UC, faculty break contract impasse


Concessions made; talks resume Friday

By Ben L. Kaufman
The Cincinnati Enquirer

        With a federal mediator's help, faculty contract negotiations at the University of Cincinnati have broken months of impasse.

        The American Association of University Professors dropped nine issues. UC set aside others and promised counterproposals on some remaining issues when bargaining resumes Friday.

        Chief faculty negotiator John Brackett, an associate professor of history, said Monday the bargaining team acted “to have a better chance of arriving at an acceptable agreement concerning our most important issues.”

        UC's 1,988 full-time faculty have been working without a contract since Aug. 31. A strike is set to begin at 7 a.m. Jan. 3.

        If a strike happens, UC promises to remain open as it did during weeklong walkouts in 1979 and 1993.

        The issues to be discussed later include: • A freeze on parking increases.

        • Two months severance pay for non-tenure-track clinical research faculty at the medical school.

        • UC purchase of professional liability insurance for faculty.

        • A limit on part-time faculty.

        • A freeze on policies regarding intellectual property.
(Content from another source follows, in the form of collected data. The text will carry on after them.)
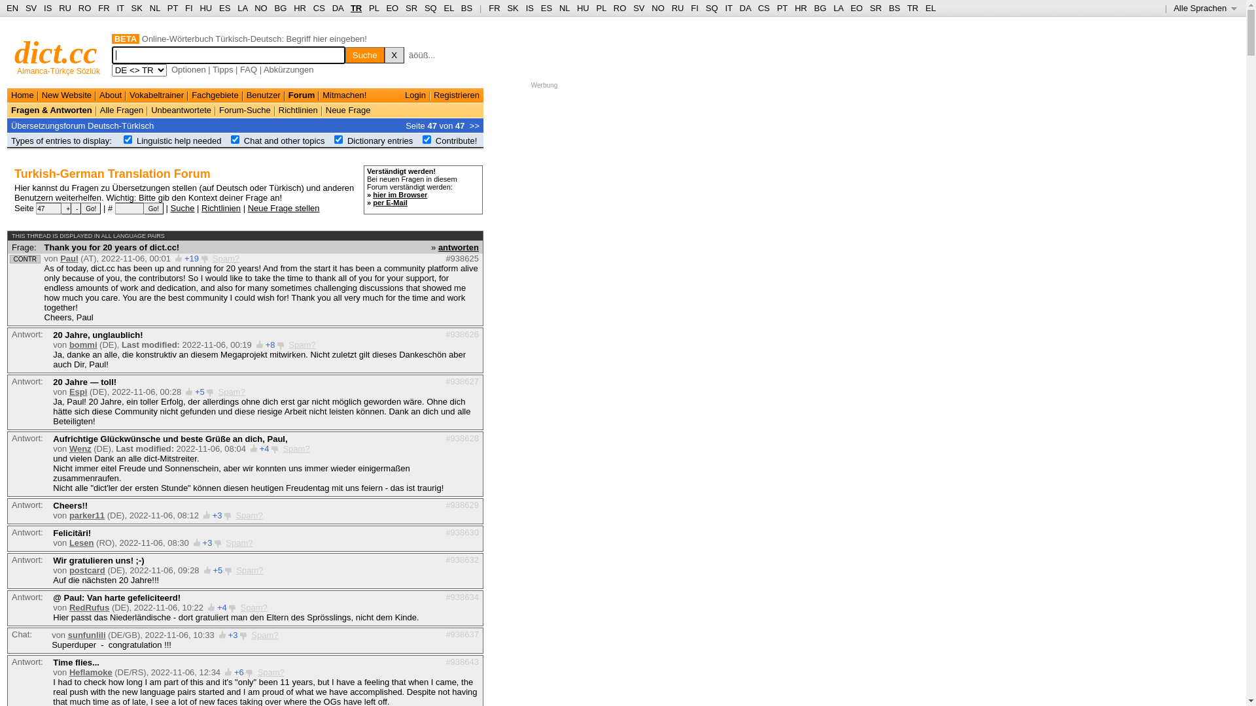 The image size is (1256, 706). I want to click on Spam?, so click(250, 570).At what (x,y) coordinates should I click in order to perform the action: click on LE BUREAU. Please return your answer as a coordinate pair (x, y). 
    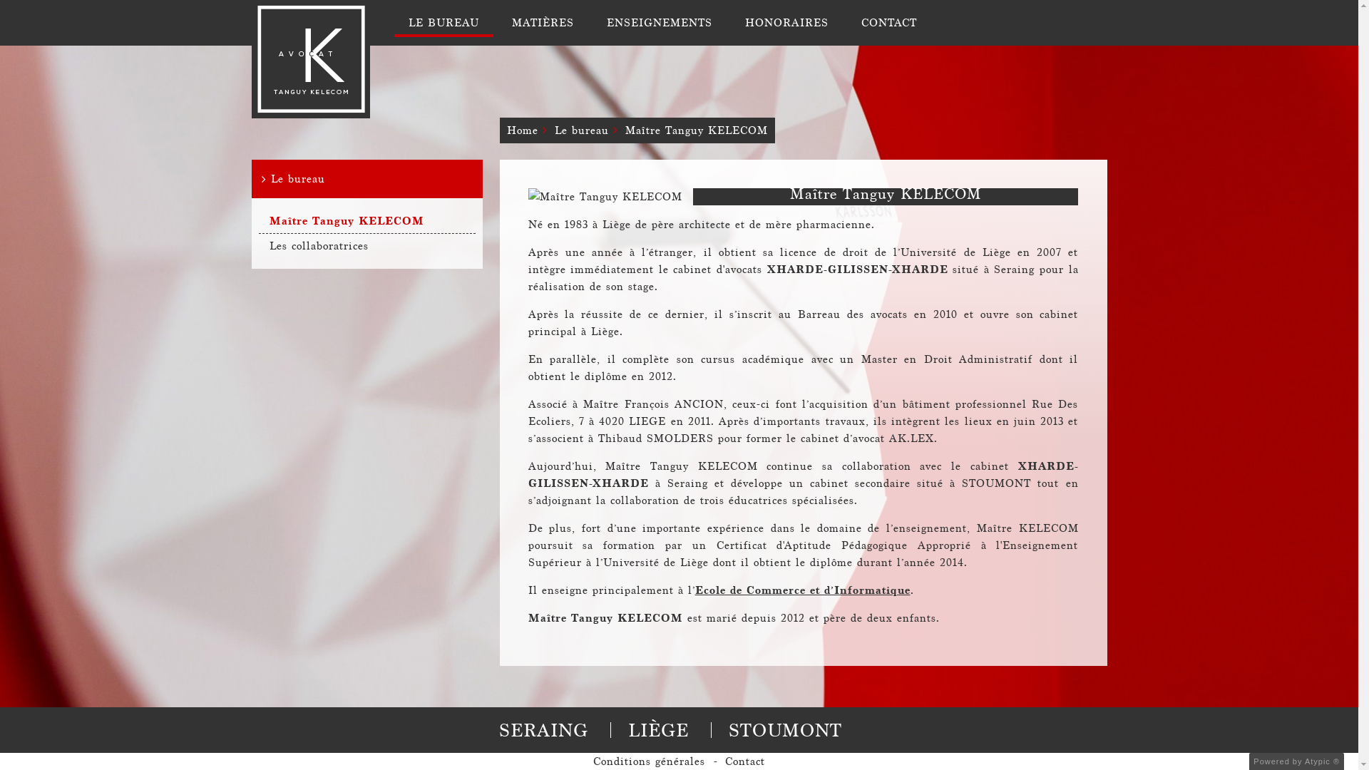
    Looking at the image, I should click on (444, 23).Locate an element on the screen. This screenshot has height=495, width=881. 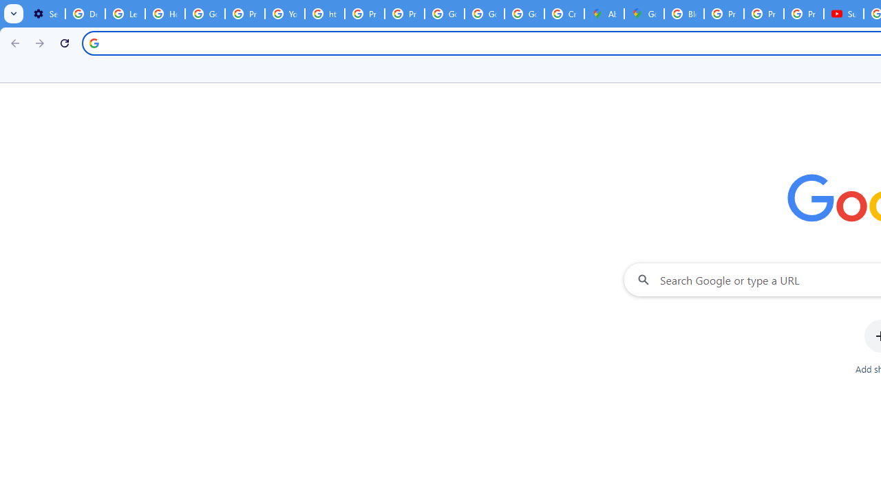
Delete photos & videos - Computer - Google Photos Help is located at coordinates (85, 14).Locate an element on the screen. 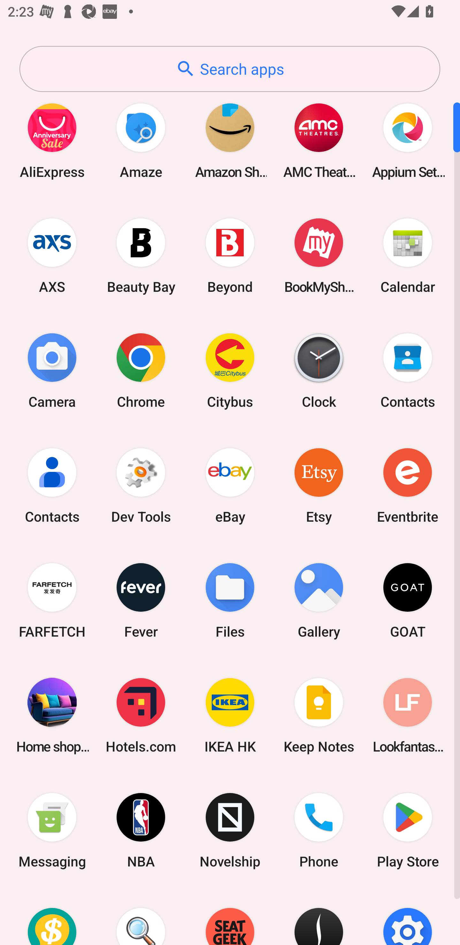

        • Creation of a committee to study health-insurance problems.

        UC's negotiator, attorney Mark Stepaniak, said Tuesday that “those were not the items keeping the parties apart” nor did they go to “the core of the dispute.”

        The dispute is about pay and benefits in “historically bad economic times” for Ohio and state support for higher education.
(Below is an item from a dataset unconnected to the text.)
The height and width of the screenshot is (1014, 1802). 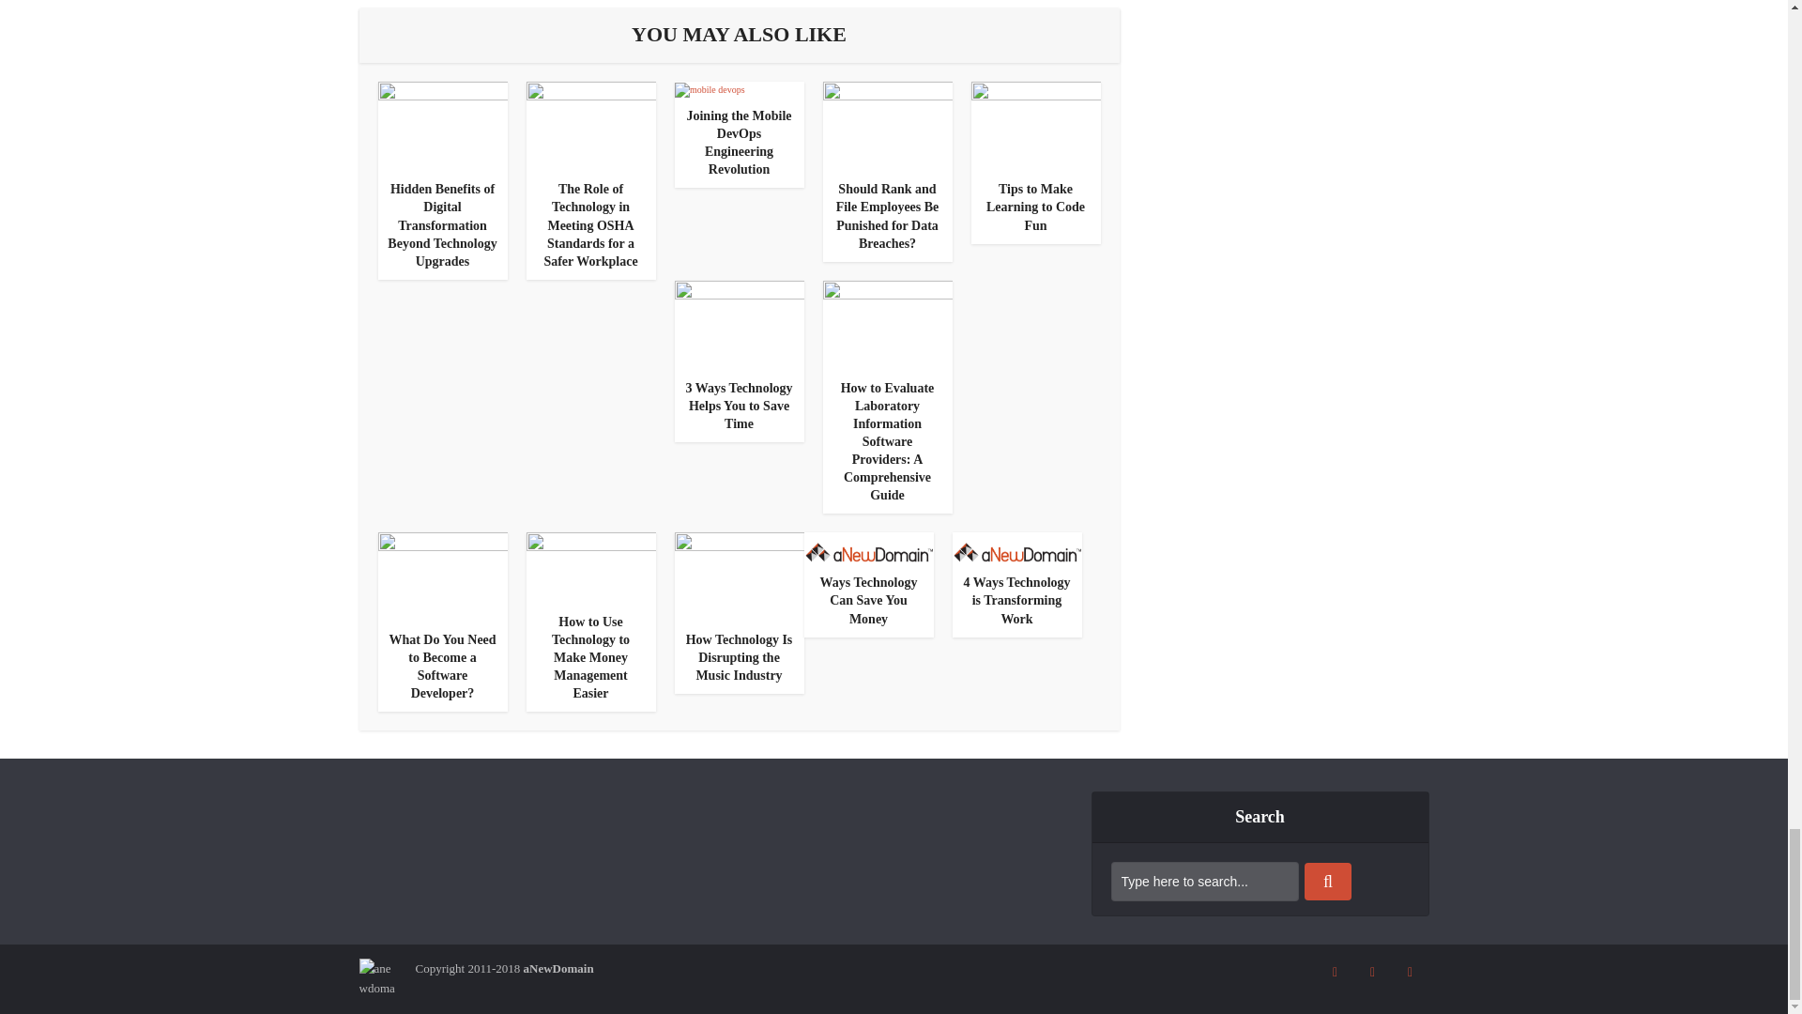 What do you see at coordinates (1034, 206) in the screenshot?
I see `Tips to Make Learning to Code Fun` at bounding box center [1034, 206].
        AAUP wants a 20-percent raise over three years. UC is offering 8 percent and says that even with higher premiums and/or co-payments, faculty will have better health benefits than other employees.

        Remaining faculty proposals include medical/dental benefits, domestic-partner benefits, limits on what may be placed in personnel files, retired faculty rights, adoption leave, sabbatical leaves for librarians equal to faculty sabbaticals, and gender equity. UC has offered counterproposals to address faculty concerns, including:

        • Changing the university's original merit-pay distribution proposal (if there is merit pay).

        • Addressing AAUP's concerns over personnel files.